Holocaust Memorial Day

 

                                                   Library display for Holocaust Memorial Day


Every year on 27th January the world remembers all those murdered in the Holocaust and in the genocides that have taken place in Cambodia, Rwanda, Bosnia and Darfur.

This year the theme is 'Ordinary people'.

Ordinary people. 

Ordinary people who are the persecuted.

Ordinary people who are the victims.

Ordinary people who are the perpetrators.

Ordinary people who are the rescuers.

Ordinary people who are the bystanders.

Ordinary people, like you and me. We need to remember and to challenge prejudice and to stand up to hatred.

"We are all ordinary people today who can be extraordinary in our actions." HMD website, HMD for more information.

Holocaust Memorial Day

 




We will continue to do our bit for as long as we can, secure in the knowledge that others will continue to light a candle long after us.

- Gena Turgel MBE, survivor of the Holocaust (1923-2018)

The theme for Holocaust Memorial Day (HMD) 2021 is Be the light in the darkness. It encourages everyone to reflect on the depths humanity can sink to, but also the ways individuals and communities resisted that darkness to ‘be the light’ before, during and after genocide.

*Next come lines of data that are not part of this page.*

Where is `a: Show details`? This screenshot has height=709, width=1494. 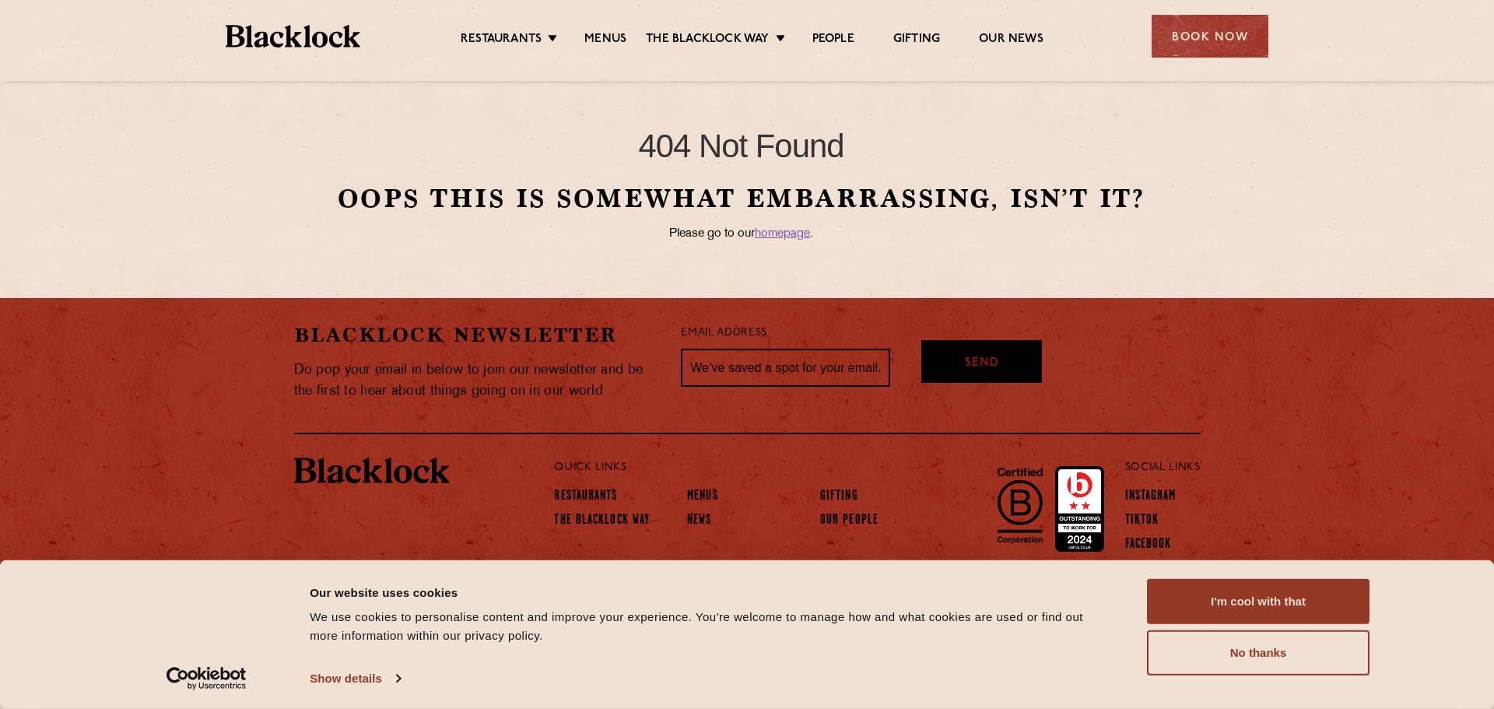 a: Show details is located at coordinates (355, 679). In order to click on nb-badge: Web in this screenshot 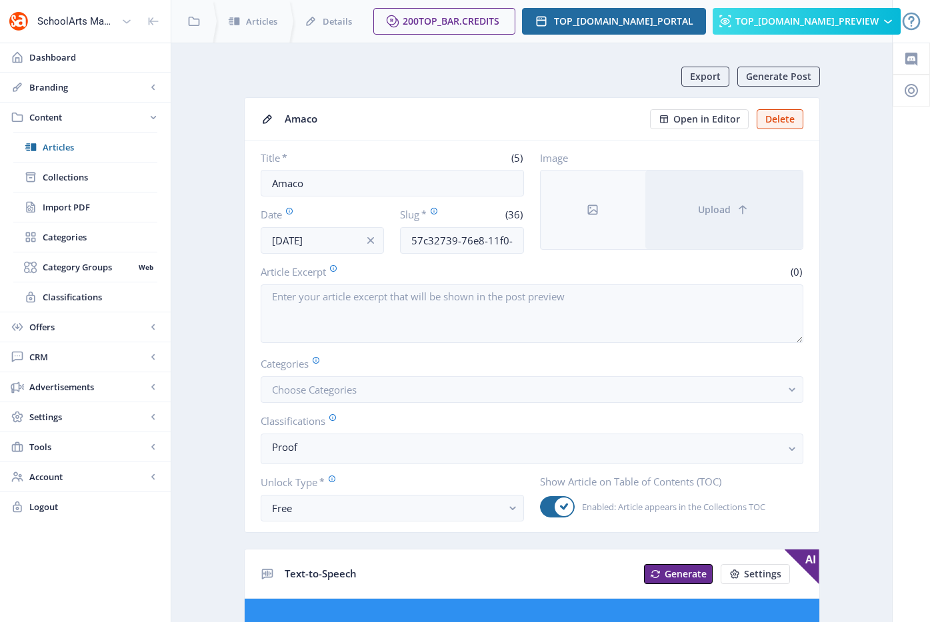, I will do `click(145, 267)`.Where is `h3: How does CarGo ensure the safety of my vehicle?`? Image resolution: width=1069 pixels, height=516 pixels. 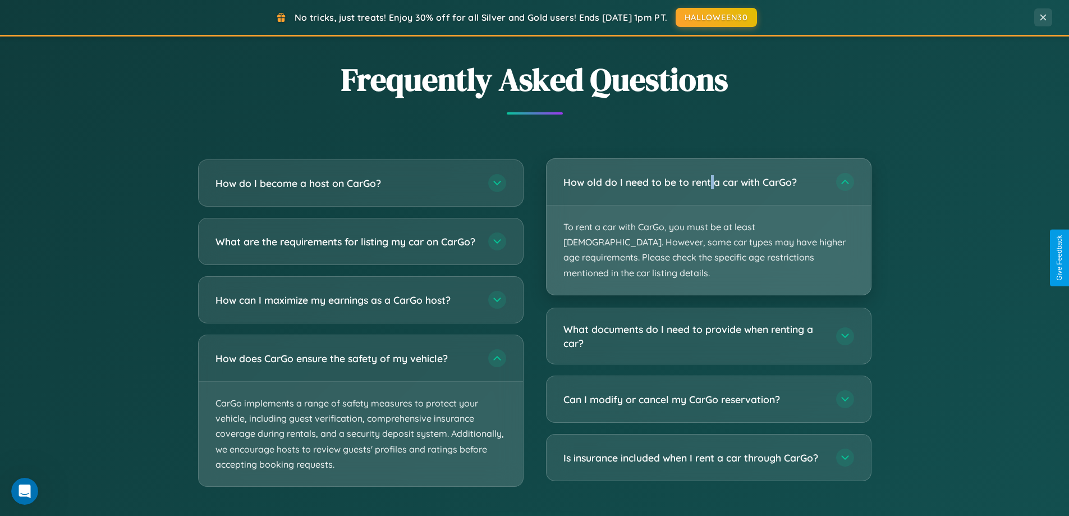 h3: How does CarGo ensure the safety of my vehicle? is located at coordinates (346, 358).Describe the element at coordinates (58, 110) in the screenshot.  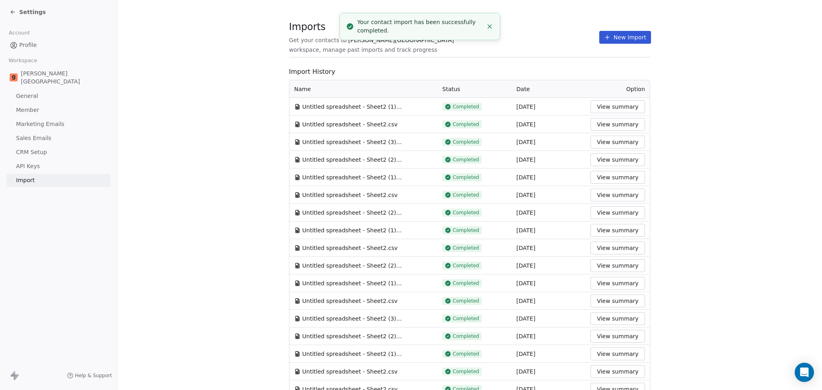
I see `a: Member` at that location.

Holocaust Memorial Day (HMD)


         


 Holocaust Memorial Day takes place on the 27th January, marking the liberation of the Auschwitz-Birkenau camp on that day in 1945 at the end of the Second World War. This day is time to remember the many millions of innocent people who died during the Holocaust and in later genocides across the world.

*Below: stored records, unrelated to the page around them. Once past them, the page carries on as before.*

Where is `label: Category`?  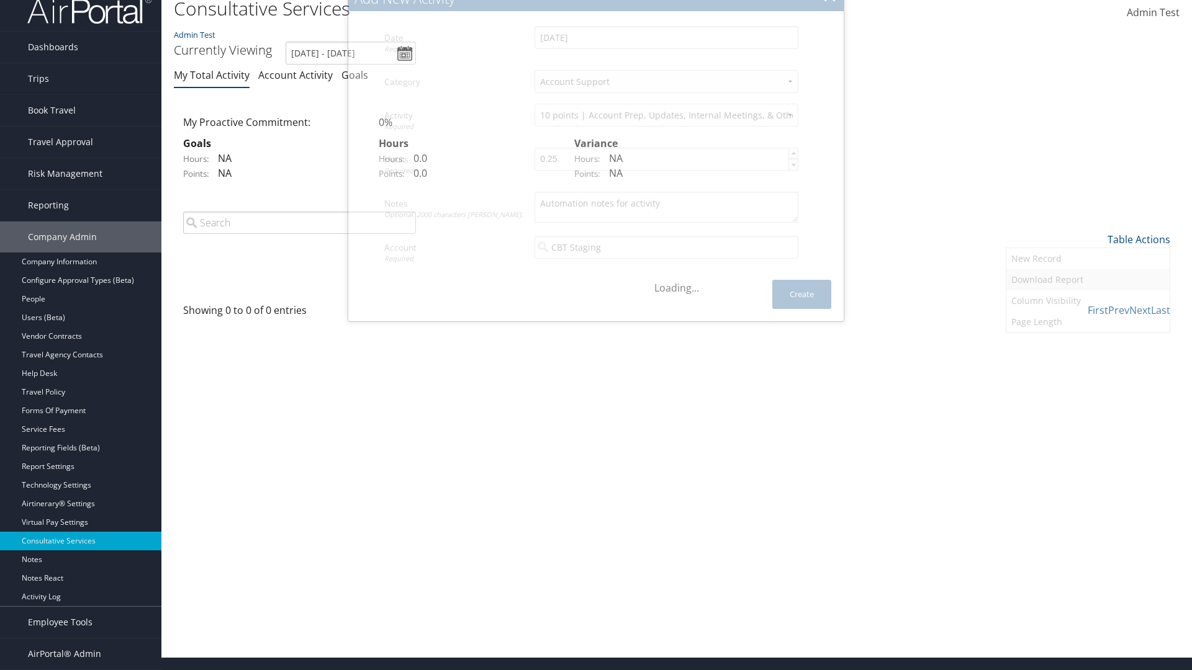 label: Category is located at coordinates (454, 82).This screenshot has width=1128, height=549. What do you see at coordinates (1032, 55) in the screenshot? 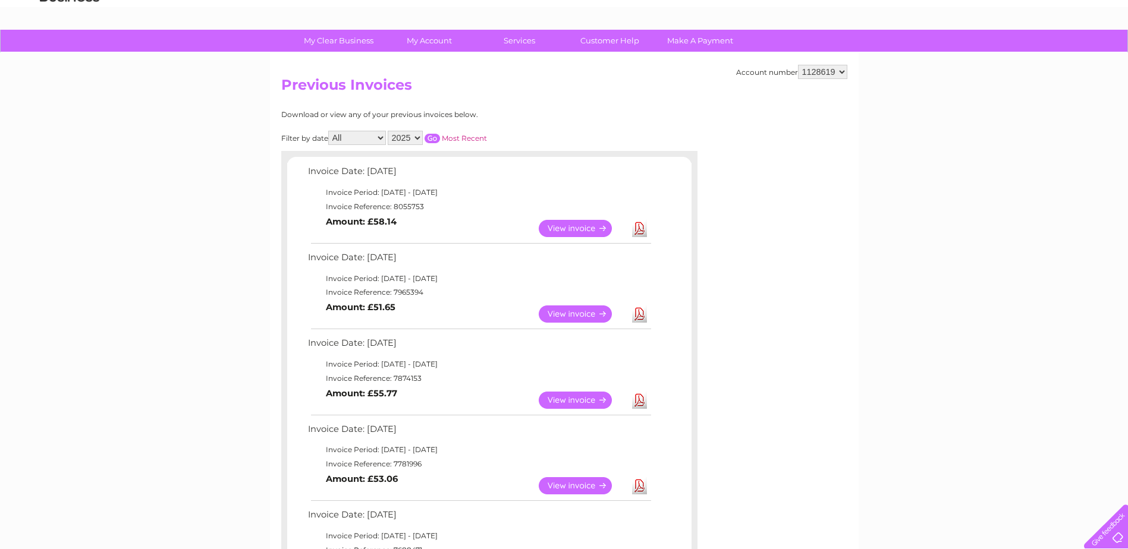
I see `a: Blog` at bounding box center [1032, 55].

The  theme for WMD 2021 is 'Be a light in the darkness'

For more information visit the Holocaust Memorial day website




Holocaust Memorial Day

On 27th January 1945 the death camp Auschwitz-Birkenau was liberated and this date is used to remember all victims of the Holocaust and subsequent genocides in Cambodia, Rwanda, Bosnia and Darfur, and to honour the survivors of these atrocities.
There are many fiction books which have been set during the time of the Holocaust. We are probably most familiar with John Boyne's "The boy in the striped pyjamas" but there are many others available in the Library to try.
Now by Morris Gleitzman

Milkweed by Jerry Spinelli

The Mozart question by Michael Morpurgo

The boy in the striped pyjamas by John Boyne

Holocaust Memorial Day



 
Every year on the 27th of January, the date of the liberation of the Auschwitz-Birkenau concentration camp at the end of WW2, the world remembers all of those who have been affected by acts of genocide whether in the concentration camps or during conflicts in Cambodia, Rwanda, Bosnia or Darfur. The theme for HMD 2015 is 'Keep the memory alive'. There is a display in the Library to mark Holocaust Memorial Day.

Holocaust Memorial Day 2014


Holocaust Memeorial Day (HMD) takes place each year on the 27th January- marking the liberation of the Auschwitz-Birkenau camp on that date in 1945 at the end of WWII.
This day is a time to remember the many millions of innocent people who died during the Holocaust and in later genocides across the world in Cambodia, Rwanda, Bosnia and Darfur.

Learn more about HMD

There is a display in the Library about the Holocaust and the subsequent genocides.

Holocaust Memorial Day 2013

Holocaust Memorial Day falls on 27th January each year, this date was chosen because this is the anniversary of the liberation of the Auschwitz concentration camp. This day is used to remember the victims of the Holocaust and of subsequent genocides and to learn from these events and understand the importance of religious and ethnic tolerance in the modern world.

In the Library there is a small display with non-fiction books about the Holocaust and genocide and some fiction books set during the Second World War.
HMD 2013

Holocaust Memorial Day

Holocaust Memorial Day is held on the 27th January every year to remind everyone of the lessons that need to be learned from the Nazi persecution and from all genocide past and present. In the Library there is a display of non-fiction and fiction books which tell of the Holocaust from a historical and often personal perspective. HMD website.